CONTEMPORARY artist Glenn Brown is about to make his mark on the art gallery he associates with ‘home’.

Originally from Hexham, he is delighted with the news this month that one of his pieces is destined for permanent exhibition in Newcastle’s Laing Art Gallery, a place he knows by heart.

The Laing is the first venue to benefit from the Contemporary Art Society’s Great Works scheme, designed to remedy the absence of work by major British artists over the last 20 years in UK museums.

Glenn said: “The Laing Art Gallery is a very special place, not just because it was there that I first encountered art, but because now, 45 years after I first went through its doors, it is even more full of great art.

“To me, as a painter, it is the North-East’s most important building and collection of art. Museums are vital to the future of any city, as culture can only move forward if it knows where it has been, if it understands its history.”

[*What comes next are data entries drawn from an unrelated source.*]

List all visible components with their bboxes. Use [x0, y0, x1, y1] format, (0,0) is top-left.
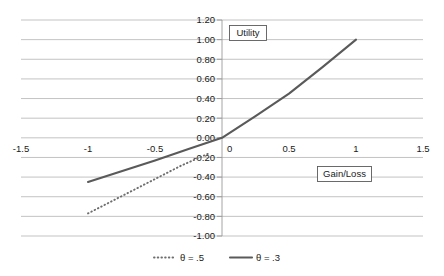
chart-legend: θ = .5θ = .3	[154, 252, 280, 263]
x-tick-label: -0.5	[147, 143, 163, 154]
x-tick-label: 1	[353, 143, 358, 154]
y-tick-label: 0.80	[197, 54, 216, 65]
x-tick-label: 1.5	[416, 143, 429, 154]
legend-item-label: θ = .5	[180, 252, 204, 263]
utility-function-chart: 1.201.000.800.600.400.200.00-0.20-0.40-0…	[0, 0, 444, 276]
x-axis-title-box: Gain/Loss	[318, 167, 372, 182]
x-tick-label: 0	[227, 143, 232, 154]
y-axis-title-label: Utility	[236, 27, 259, 38]
y-tick-label: -0.40	[193, 171, 215, 182]
x-axis-tick-labels: -1.5-1-0.500.511.5	[13, 143, 430, 154]
y-tick-label: 0.60	[197, 73, 216, 84]
x-tick-label: -1	[84, 143, 92, 154]
y-tick-label: 1.20	[197, 14, 216, 25]
legend-item-label: θ = .3	[256, 252, 280, 263]
y-tick-label: 0.20	[197, 113, 216, 124]
x-axis-title-label: Gain/Loss	[323, 168, 366, 179]
x-tick-label: 0.5	[282, 143, 295, 154]
y-tick-label: -0.60	[193, 191, 215, 202]
y-tick-label: -0.20	[193, 152, 215, 163]
chart-canvas: 1.201.000.800.600.400.200.00-0.20-0.40-0…	[0, 0, 444, 276]
y-tick-label: -0.80	[193, 211, 215, 222]
x-tick-label: -1.5	[13, 143, 29, 154]
y-tick-label: 0.40	[197, 93, 216, 104]
y-tick-label: -1.00	[193, 230, 215, 241]
y-axis-title-box: Utility	[230, 26, 267, 41]
y-axis-tick-labels: 1.201.000.800.600.400.200.00-0.20-0.40-0…	[193, 14, 222, 241]
y-tick-label: 1.00	[197, 34, 216, 45]
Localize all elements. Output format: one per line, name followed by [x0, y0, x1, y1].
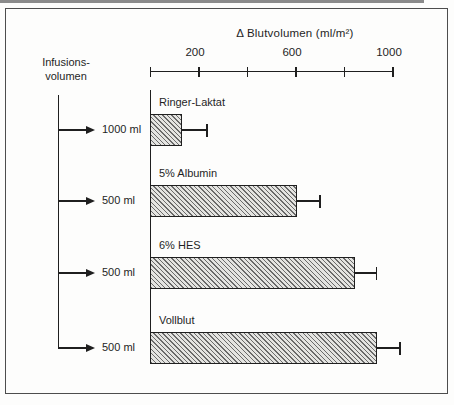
arrow-line [58, 272, 86, 274]
bar-label: Ringer-Laktat [159, 96, 225, 108]
arrow-line [58, 347, 86, 349]
bar [150, 185, 297, 217]
infusion-volume-label: 500 ml [102, 194, 135, 206]
figure-canvas: Δ Blutvolumen (ml/m²) Infusions- volumen… [0, 0, 454, 405]
error-bar-cap [206, 124, 208, 137]
x-axis-line [150, 71, 393, 72]
error-bar-line [377, 347, 400, 348]
x-axis-tick-label: 1000 [369, 46, 409, 58]
error-bar-cap [399, 342, 401, 355]
bar [150, 257, 355, 289]
arrow-line [58, 129, 86, 131]
infusion-bracket-line [58, 95, 60, 349]
x-axis-tick [295, 67, 296, 77]
page-top-rule [0, 0, 424, 3]
arrow-head-icon [86, 269, 95, 277]
x-axis-tick [247, 67, 248, 77]
bar-label: 5% Albumin [159, 167, 217, 179]
bar-label: Vollblut [159, 314, 194, 326]
left-axis-title-line1: Infusions- [28, 55, 104, 69]
arrow-head-icon [86, 344, 95, 352]
arrow-line [58, 200, 86, 202]
error-bar-line [355, 272, 377, 273]
arrow-head-icon [86, 197, 95, 205]
arrow-head-icon [86, 126, 95, 134]
x-axis-tick [198, 67, 199, 77]
error-bar-line [182, 129, 207, 130]
x-axis-tick-label: 200 [175, 46, 215, 58]
left-axis-title-line2: volumen [28, 69, 104, 83]
x-axis-tick [344, 67, 345, 77]
infusion-volume-label: 500 ml [102, 266, 135, 278]
x-axis-tick [150, 67, 151, 77]
x-axis-title: Δ Blutvolumen (ml/m²) [160, 27, 430, 39]
bar-label: 6% HES [159, 239, 201, 251]
x-axis-tick-label: 600 [272, 46, 312, 58]
left-axis-title: Infusions- volumen [28, 55, 104, 83]
error-bar-cap [376, 267, 378, 280]
infusion-volume-label: 1000 ml [102, 123, 141, 135]
bar [150, 332, 377, 364]
error-bar-line [297, 200, 320, 201]
x-axis-tick [392, 67, 393, 77]
bar [150, 114, 182, 146]
error-bar-cap [319, 195, 321, 208]
infusion-volume-label: 500 ml [102, 341, 135, 353]
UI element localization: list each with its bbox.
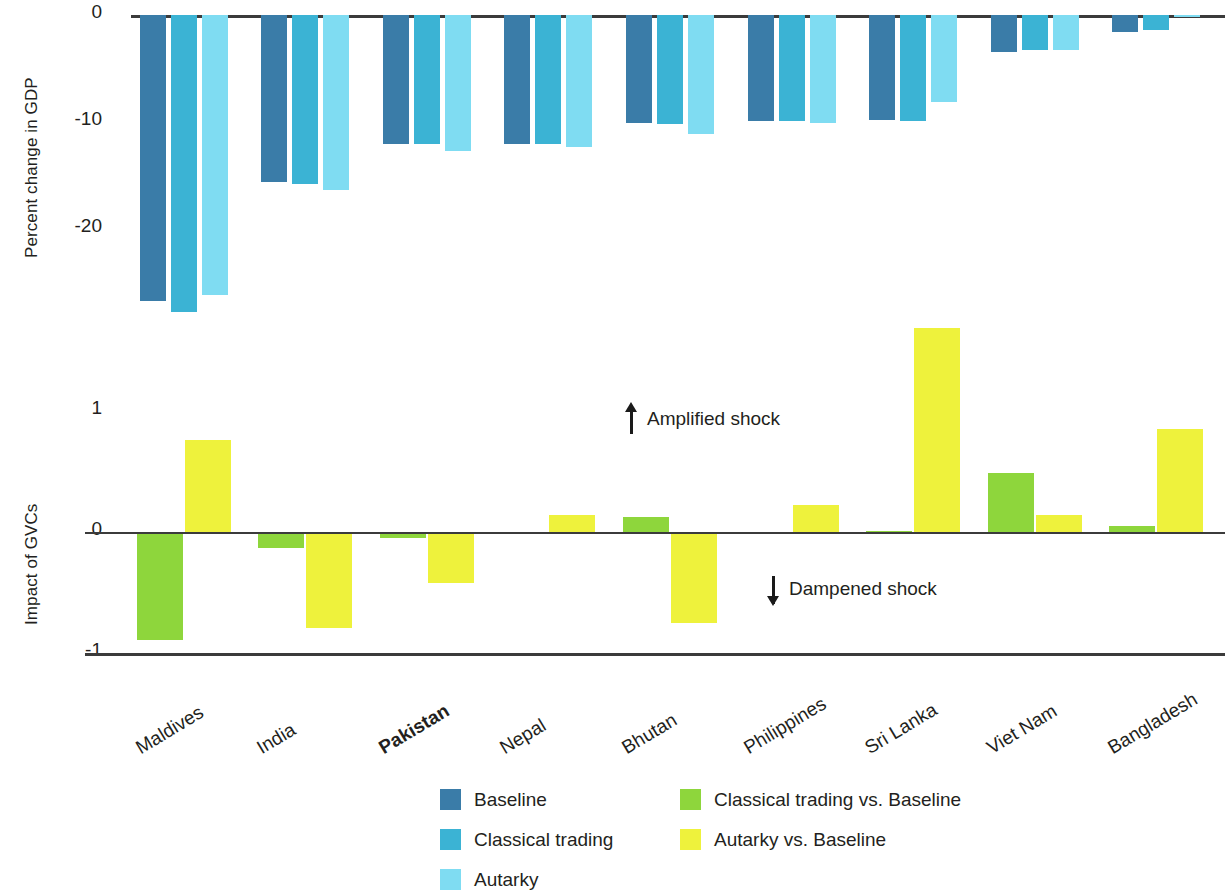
x-axis-label-maldives: Maldives	[132, 701, 208, 758]
top-bar-bhutan-baseline	[626, 15, 652, 123]
x-axis-label-philippines: Philippines	[740, 693, 830, 759]
x-axis-label-pakistan: Pakistan	[375, 700, 453, 759]
top-bar-viet-nam-baseline	[991, 15, 1017, 52]
top-bar-sri-lanka-autarky	[931, 15, 957, 102]
top-bar-maldives-classical-trading	[171, 15, 197, 312]
bottom-bar-bhutan-classical-trading-vs-baseline	[623, 517, 669, 532]
top-bar-philippines-autarky	[810, 15, 836, 123]
legend-item: Classical trading	[440, 824, 613, 855]
top-bar-sri-lanka-baseline	[869, 15, 895, 120]
amplified-shock-label: Amplified shock	[647, 408, 780, 430]
top-bar-bhutan-classical-trading	[657, 15, 683, 124]
legend-label: Classical trading	[474, 829, 613, 851]
top-bar-bangladesh-classical-trading	[1143, 15, 1169, 30]
bottom-bar-bhutan-autarky-vs-baseline	[671, 532, 717, 623]
top-bar-pakistan-baseline	[383, 15, 409, 144]
top-bar-viet-nam-autarky	[1053, 15, 1079, 50]
bottom-bar-bangladesh-autarky-vs-baseline	[1157, 429, 1203, 532]
top-bar-bangladesh-baseline	[1112, 15, 1138, 32]
bottom-bar-viet-nam-autarky-vs-baseline	[1036, 515, 1082, 532]
top-bar-philippines-baseline	[748, 15, 774, 121]
dampened-shock-annotation: Dampened shock	[766, 572, 937, 606]
legend-item: Baseline	[440, 784, 613, 815]
dampened-shock-label: Dampened shock	[789, 578, 937, 600]
x-axis-label-india: India	[253, 719, 300, 759]
bottom-panel-axis-line	[85, 653, 1225, 656]
top-bar-india-baseline	[261, 15, 287, 182]
top-panel-y-axis-title: Percent change in GDP	[22, 77, 42, 258]
top-bar-pakistan-autarky	[445, 15, 471, 151]
top-bar-viet-nam-classical-trading	[1022, 15, 1048, 50]
top-bar-nepal-classical-trading	[535, 15, 561, 144]
top-bar-philippines-classical-trading	[779, 15, 805, 121]
bottom-bar-viet-nam-classical-trading-vs-baseline	[988, 473, 1034, 532]
top-bar-maldives-autarky	[202, 15, 228, 295]
top-bar-bhutan-autarky	[688, 15, 714, 134]
bottom-panel-y-tick-0: 1	[40, 397, 102, 419]
bottom-panel-y-tick-2: -1	[40, 639, 102, 661]
legend-label: Classical trading vs. Baseline	[714, 789, 961, 811]
bottom-bar-maldives-classical-trading-vs-baseline	[137, 532, 183, 640]
bottom-bar-india-classical-trading-vs-baseline	[258, 532, 304, 548]
x-axis-label-bhutan: Bhutan	[618, 709, 681, 759]
bottom-bar-sri-lanka-autarky-vs-baseline	[914, 328, 960, 532]
arrow-down-icon	[766, 572, 780, 606]
top-panel-y-tick-0: 0	[40, 1, 102, 23]
bottom-panel-y-tick-1: 0	[40, 518, 102, 540]
legend-label: Autarky	[474, 869, 538, 891]
legend-swatch-icon	[440, 829, 461, 850]
bottom-bar-philippines-autarky-vs-baseline	[793, 505, 839, 532]
top-bar-sri-lanka-classical-trading	[900, 15, 926, 121]
bottom-bar-nepal-autarky-vs-baseline	[549, 515, 595, 532]
top-panel-y-tick-1: -10	[40, 108, 102, 130]
top-bar-bangladesh-autarky	[1174, 15, 1200, 17]
bottom-panel-plot-area	[85, 320, 1232, 660]
legend-column-left: BaselineClassical tradingAutarky	[440, 784, 613, 894]
legend-item: Autarky	[440, 864, 613, 894]
top-bar-maldives-baseline	[140, 15, 166, 301]
top-bar-nepal-baseline	[504, 15, 530, 144]
top-panel-y-tick-2: -20	[40, 215, 102, 237]
amplified-shock-annotation: Amplified shock	[624, 402, 780, 436]
bottom-panel-zero-line	[85, 532, 1225, 534]
legend-item: Autarky vs. Baseline	[680, 824, 961, 855]
legend-swatch-icon	[680, 829, 701, 850]
arrow-up-icon	[624, 402, 638, 436]
bottom-bar-india-autarky-vs-baseline	[306, 532, 352, 628]
legend-swatch-icon	[680, 789, 701, 810]
legend-label: Autarky vs. Baseline	[714, 829, 886, 851]
top-bar-india-classical-trading	[292, 15, 318, 184]
x-axis-label-sri-lanka: Sri Lanka	[861, 699, 941, 759]
legend-item: Classical trading vs. Baseline	[680, 784, 961, 815]
top-bar-india-autarky	[323, 15, 349, 190]
x-axis-label-bangladesh: Bangladesh	[1104, 688, 1201, 759]
x-axis-label-nepal: Nepal	[496, 714, 550, 758]
x-axis-label-viet-nam: Viet Nam	[983, 700, 1061, 759]
top-bar-nepal-autarky	[566, 15, 592, 147]
legend-label: Baseline	[474, 789, 547, 811]
legend-column-right: Classical trading vs. BaselineAutarky vs…	[680, 784, 961, 864]
legend-swatch-icon	[440, 869, 461, 890]
top-bar-pakistan-classical-trading	[414, 15, 440, 144]
bottom-panel-y-axis-title: Impact of GVCs	[22, 504, 42, 625]
legend-swatch-icon	[440, 789, 461, 810]
bottom-bar-pakistan-autarky-vs-baseline	[428, 532, 474, 583]
bottom-bar-maldives-autarky-vs-baseline	[185, 440, 231, 532]
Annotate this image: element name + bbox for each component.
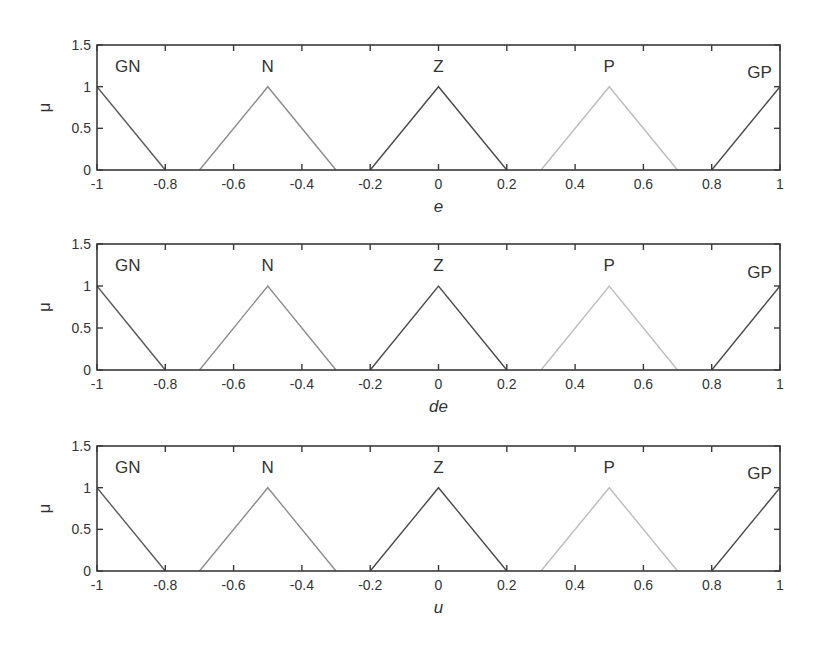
mf-label-gp: GP <box>747 263 772 282</box>
x-tick-label: 1 <box>776 577 784 593</box>
mf-label-gn: GN <box>115 256 141 275</box>
x-tick-label: -1 <box>91 376 104 392</box>
x-tick-label: -0.2 <box>358 376 382 392</box>
x-tick-label: 1 <box>776 176 784 192</box>
y-tick-label: 1.5 <box>72 438 92 454</box>
y-tick-label: 1 <box>83 278 91 294</box>
x-tick-label: 0.4 <box>565 176 585 192</box>
x-tick-label: -1 <box>91 176 104 192</box>
x-tick-label: 0.8 <box>702 376 722 392</box>
x-tick-label: 1 <box>776 376 784 392</box>
y-axis-label: μ <box>35 504 54 514</box>
mf-line-gp <box>712 87 780 170</box>
mf-label-z: Z <box>433 256 443 275</box>
mf-label-n: N <box>262 256 274 275</box>
y-axis-label: μ <box>35 103 54 113</box>
x-axis-label: u <box>434 598 444 617</box>
x-tick-label: -0.4 <box>290 176 314 192</box>
mf-line-gn <box>97 286 165 370</box>
y-tick-label: 0 <box>83 162 91 178</box>
y-tick-label: 0 <box>83 563 91 579</box>
subplot-de: GNNZPGP-1-0.8-0.6-0.4-0.200.20.40.60.810… <box>35 236 784 416</box>
x-tick-label: 0.6 <box>634 176 654 192</box>
x-tick-label: 0.6 <box>634 376 654 392</box>
x-tick-label: 0 <box>435 176 443 192</box>
x-tick-label: 0.8 <box>702 577 722 593</box>
subplot-u: GNNZPGP-1-0.8-0.6-0.4-0.200.20.40.60.810… <box>35 438 784 617</box>
x-tick-label: 0 <box>435 376 443 392</box>
x-tick-label: -0.2 <box>358 577 382 593</box>
x-tick-label: 0 <box>435 577 443 593</box>
mf-line-n <box>200 87 337 170</box>
mf-line-p <box>541 87 678 170</box>
figure-canvas: GNNZPGP-1-0.8-0.6-0.4-0.200.20.40.60.810… <box>0 0 817 653</box>
x-tick-label: 0.2 <box>497 376 517 392</box>
subplot-e: GNNZPGP-1-0.8-0.6-0.4-0.200.20.40.60.810… <box>35 37 784 216</box>
x-tick-label: -1 <box>91 577 104 593</box>
y-tick-label: 0 <box>83 362 91 378</box>
y-tick-label: 0.5 <box>72 120 92 136</box>
x-tick-label: 0.6 <box>634 577 654 593</box>
x-tick-label: -0.2 <box>358 176 382 192</box>
mf-line-gn <box>97 87 165 170</box>
y-tick-label: 1.5 <box>72 37 92 53</box>
mf-line-gp <box>712 488 780 571</box>
y-tick-label: 1.5 <box>72 236 92 252</box>
mf-label-n: N <box>262 57 274 76</box>
mf-label-p: P <box>604 458 615 477</box>
x-tick-label: 0.2 <box>497 176 517 192</box>
membership-functions-figure: GNNZPGP-1-0.8-0.6-0.4-0.200.20.40.60.810… <box>0 0 817 653</box>
y-tick-label: 1 <box>83 79 91 95</box>
x-tick-label: -0.8 <box>153 376 177 392</box>
y-tick-label: 0.5 <box>72 320 92 336</box>
x-axis-label: e <box>434 197 443 216</box>
mf-line-n <box>200 286 337 370</box>
mf-label-gn: GN <box>115 57 141 76</box>
mf-line-z <box>370 286 507 370</box>
x-tick-label: -0.4 <box>290 577 314 593</box>
x-tick-label: -0.6 <box>222 577 246 593</box>
x-axis-label: de <box>429 397 448 416</box>
x-tick-label: 0.2 <box>497 577 517 593</box>
mf-line-z <box>370 87 507 170</box>
mf-label-z: Z <box>433 458 443 477</box>
y-tick-label: 1 <box>83 480 91 496</box>
mf-line-p <box>541 286 678 370</box>
y-tick-label: 0.5 <box>72 521 92 537</box>
mf-label-p: P <box>604 57 615 76</box>
x-tick-label: -0.8 <box>153 176 177 192</box>
mf-line-n <box>200 488 337 571</box>
mf-line-p <box>541 488 678 571</box>
y-axis-label: μ <box>35 302 54 312</box>
x-tick-label: 0.4 <box>565 376 585 392</box>
mf-line-gp <box>712 286 780 370</box>
mf-label-gn: GN <box>115 458 141 477</box>
x-tick-label: 0.8 <box>702 176 722 192</box>
x-tick-label: -0.4 <box>290 376 314 392</box>
mf-line-gn <box>97 488 165 571</box>
mf-label-gp: GP <box>747 63 772 82</box>
x-tick-label: -0.6 <box>222 376 246 392</box>
mf-line-z <box>370 488 507 571</box>
mf-label-gp: GP <box>747 464 772 483</box>
mf-label-p: P <box>604 256 615 275</box>
mf-label-n: N <box>262 458 274 477</box>
mf-label-z: Z <box>433 57 443 76</box>
x-tick-label: -0.8 <box>153 577 177 593</box>
x-tick-label: -0.6 <box>222 176 246 192</box>
x-tick-label: 0.4 <box>565 577 585 593</box>
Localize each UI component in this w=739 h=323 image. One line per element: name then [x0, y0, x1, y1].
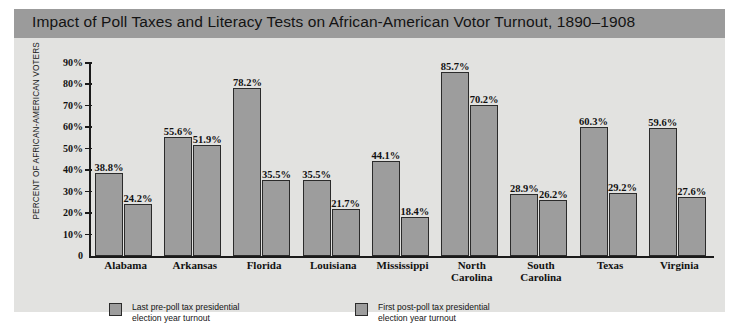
bar[interactable]: 18.4% — [401, 217, 429, 256]
bar-group: 38.8%24.2% — [91, 63, 160, 256]
bar[interactable]: 70.2% — [470, 105, 498, 256]
x-axis-label: Texas — [576, 260, 645, 272]
x-axis-label-line1: North — [458, 259, 486, 271]
bar-value-label: 26.2% — [539, 189, 568, 200]
x-axis-label-line1: Texas — [597, 259, 624, 271]
bar[interactable]: 35.5% — [262, 180, 290, 256]
bar[interactable]: 24.2% — [124, 204, 152, 256]
bar-value-label: 24.2% — [124, 193, 153, 204]
y-tick-label: 20% — [63, 208, 83, 218]
legend-label-line2: election year turnout — [132, 313, 210, 323]
bar[interactable]: 60.3% — [580, 127, 608, 256]
y-tick: 80% — [14, 79, 94, 89]
y-tick: 0 — [14, 251, 94, 261]
bar-value-label: 51.9% — [193, 134, 222, 145]
x-axis-label: NorthCarolina — [437, 260, 506, 283]
bar-value-label: 29.2% — [608, 182, 637, 193]
legend-label-post-poll-tax: First post-poll tax presidential electio… — [378, 302, 490, 323]
legend-item-pre-poll-tax: Last pre-poll tax presidential election … — [109, 302, 239, 323]
bar-value-label: 59.6% — [648, 117, 677, 128]
bar-value-label: 70.2% — [470, 94, 499, 105]
x-axis-label: Mississippi — [368, 260, 437, 272]
bar-group: 44.1%18.4% — [368, 63, 437, 256]
bar[interactable]: 38.8% — [95, 173, 123, 256]
chart-title-bar: Impact of Poll Taxes and Literacy Tests … — [14, 9, 725, 38]
x-axis-label-line1: Virginia — [660, 259, 699, 271]
bar-value-label: 21.7% — [331, 198, 360, 209]
bar-value-label: 78.2% — [233, 77, 262, 88]
bar[interactable]: 21.7% — [332, 209, 360, 256]
y-tick-label: 90% — [63, 58, 83, 68]
y-tick-label: 80% — [63, 79, 83, 89]
x-axis-label: SouthCarolina — [506, 260, 575, 283]
chart-legend: Last pre-poll tax presidential election … — [109, 302, 609, 323]
y-tick: 40% — [14, 165, 94, 175]
x-axis-line — [89, 256, 714, 258]
legend-swatch-icon — [355, 303, 368, 316]
legend-item-post-poll-tax: First post-poll tax presidential electio… — [355, 302, 490, 323]
bar-value-label: 60.3% — [579, 116, 608, 127]
bar-value-label: 18.4% — [400, 206, 429, 217]
y-tick-label: 40% — [63, 165, 83, 175]
x-axis-label-line1: South — [527, 259, 555, 271]
legend-label-line1: Last pre-poll tax presidential — [132, 302, 239, 312]
x-axis-label-line2: Carolina — [506, 272, 575, 284]
bar-value-label: 85.7% — [441, 61, 470, 72]
bar-group: 78.2%35.5% — [229, 63, 298, 256]
bar-value-label: 35.5% — [302, 169, 331, 180]
x-axis-label: Louisiana — [299, 260, 368, 272]
y-tick: 10% — [14, 230, 94, 240]
y-tick: 70% — [14, 101, 94, 111]
bar[interactable]: 55.6% — [164, 137, 192, 256]
y-tick-label: 70% — [63, 101, 83, 111]
y-tick: 50% — [14, 144, 94, 154]
bar[interactable]: 29.2% — [609, 193, 637, 256]
bar-value-label: 27.6% — [677, 186, 706, 197]
bar-value-label: 35.5% — [262, 169, 291, 180]
x-axis-label-line1: Arkansas — [173, 259, 218, 271]
bar-value-label: 55.6% — [164, 126, 193, 137]
x-axis-labels: AlabamaArkansasFloridaLouisianaMississip… — [91, 260, 714, 294]
y-tick-label: 60% — [63, 122, 83, 132]
legend-label-line1: First post-poll tax presidential — [378, 302, 490, 312]
x-axis-label: Virginia — [645, 260, 714, 272]
y-tick-label: 30% — [63, 187, 83, 197]
chart-title: Impact of Poll Taxes and Literacy Tests … — [32, 13, 635, 31]
bar[interactable]: 59.6% — [649, 128, 677, 256]
y-tick: 30% — [14, 187, 94, 197]
x-axis-label-line2: Carolina — [437, 272, 506, 284]
x-axis-label: Arkansas — [160, 260, 229, 272]
x-axis-label-line1: Louisiana — [310, 259, 356, 271]
bar-group: 28.9%26.2% — [506, 63, 575, 256]
x-axis-label-line1: Alabama — [104, 259, 147, 271]
y-tick: 90% — [14, 58, 94, 68]
bar[interactable]: 85.7% — [441, 72, 469, 256]
y-tick-label: 50% — [63, 144, 83, 154]
x-axis-label-line1: Florida — [247, 259, 282, 271]
x-axis-label-line1: Mississippi — [377, 259, 429, 271]
bars-layer: 38.8%24.2%55.6%51.9%78.2%35.5%35.5%21.7%… — [91, 63, 714, 256]
legend-swatch-icon — [109, 303, 122, 316]
legend-label-pre-poll-tax: Last pre-poll tax presidential election … — [132, 302, 239, 323]
bar[interactable]: 51.9% — [193, 145, 221, 256]
bar-group: 35.5%21.7% — [299, 63, 368, 256]
legend-label-line2: election year turnout — [378, 313, 456, 323]
plot-area: PERCENT OF AFRICAN-AMERICAN VOTERS 010%2… — [14, 38, 725, 312]
bar[interactable]: 44.1% — [372, 161, 400, 256]
bar-value-label: 28.9% — [510, 183, 539, 194]
bar-value-label: 44.1% — [371, 150, 400, 161]
x-axis-label: Florida — [229, 260, 298, 272]
y-tick: 20% — [14, 208, 94, 218]
bar[interactable]: 35.5% — [303, 180, 331, 256]
x-axis-label: Alabama — [91, 260, 160, 272]
bar-group: 60.3%29.2% — [576, 63, 645, 256]
bar-value-label: 38.8% — [95, 162, 124, 173]
y-tick-label: 10% — [63, 230, 83, 240]
bar[interactable]: 28.9% — [510, 194, 538, 256]
bar-group: 55.6%51.9% — [160, 63, 229, 256]
y-tick-label: 0 — [78, 251, 83, 261]
bar-group: 85.7%70.2% — [437, 63, 506, 256]
bar[interactable]: 26.2% — [539, 200, 567, 256]
bar[interactable]: 78.2% — [233, 88, 261, 256]
bar[interactable]: 27.6% — [678, 197, 706, 256]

His piece, In the end we all succumb to the pull of the molten core , will go on permanent display in the Laing in mid-May next year.

Depicting the turning of two heads, one young and one old, it is based on the fusion of two portraits produced originally by Giovanni Domenico Tiepolo and Andrea del Sarto, using an approach Glenn calls ‘appropriation’.

The lines, drawn in Indian ink and painted with acrylic on panel, merge to form one swirling image.

“ In the end we all succumb to the pull of the molten core was made with Newcastle and the Laing in mind,” said Glenn.

“It is a painting that looks forward (the youth) and looks back (the old man), but they are one and the same, entangled in a complex game of sitting in the present.

“The heads could be trapped in religious ecstasy or they could be in outer space. You might think it beautiful or really rather ugly.

“In the end I don’t want it to illustrate any one idea – I am happiest if it just seems like a complicated arrangement of abstract lines.”

In 2018, to coincide with The Great Exhibition of the North – a two month-long event designed to celebrate the region’s art, culture and design heritage – he has agreed to curate a show of key pieces from the Laing’s collection alongside his own work.

Director of the Contemporary Art Society Caroline Douglas said: “Whilst the Contemporary Art Society is principally known for buying artists early in their career, we are acutely aware that decades of funding pressures have left gaps in collections across the country.

“Future generations will find it inexplicable that through a period of unprecedented international acclaim for a generation of artists working in Britain, so many of our public collections have been unable to collect examples of their work.

“Once a year, through the Great Works scheme that has been established with the support of the Sfumato Foundation, we will attempt to address this situation.”